“An arm reaching out to one during the storms of life,” she said in a tone that was deep with emotion.
“Let’s not think of it,” said Johnny. “See how the moonlight plays on the river far below. It has painted a path of gold, a path that leads beyond doubt to home and the little cottage you love.”
“If you’ll excuse me,” he said a moment later, “I think I’ll take a stroll along the ledge. Sort of want—want to think a little.”
For a considerable distance the shelving rocky ledge led upward. Johnny followed it, to find himself at last standing upon a natural platform twenty feet square.

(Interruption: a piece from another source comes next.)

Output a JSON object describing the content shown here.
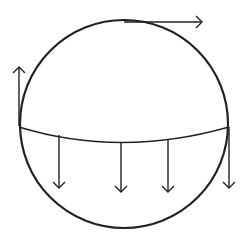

From this point the whole world seemed spread out before him in the moonlight. White stretches of snow, black piles of rock, gleaming ribbons of water that were creeks and rivers, all these he saw as in a dream.
Throwing back his shoulders, he took in three breaths of fresh air. A whirring of wings told that wild ducks were passing. Spring was here. And with spring a young man dreams of work, success, power. The life he had lived during the past few weeks seemed, as he looked at it now, quite purposeless.
He had been helping someone else solve mysteries and run down one or two for himself. But one who spends his life running down mysteries gets nowhere. One must think of his future. True, no one was dependent upon his earnings. Yet, sometime, someone was likely to be. He meant to have a home of his own. Money earned and saved paved the way to such a future.
“And yet—” He saw the face of Gordon Duncan, and the eager, anxious look of the girl who, without perhaps knowing it, had come to depend upon his wisdom, skill and strength.
“Huh!” he grunted. “What’s the good of having a purpose to your every act? What’s youth for if not for adventure?”
Turning his back upon the moon and the shimmering valley below, he went tramping back toward camp.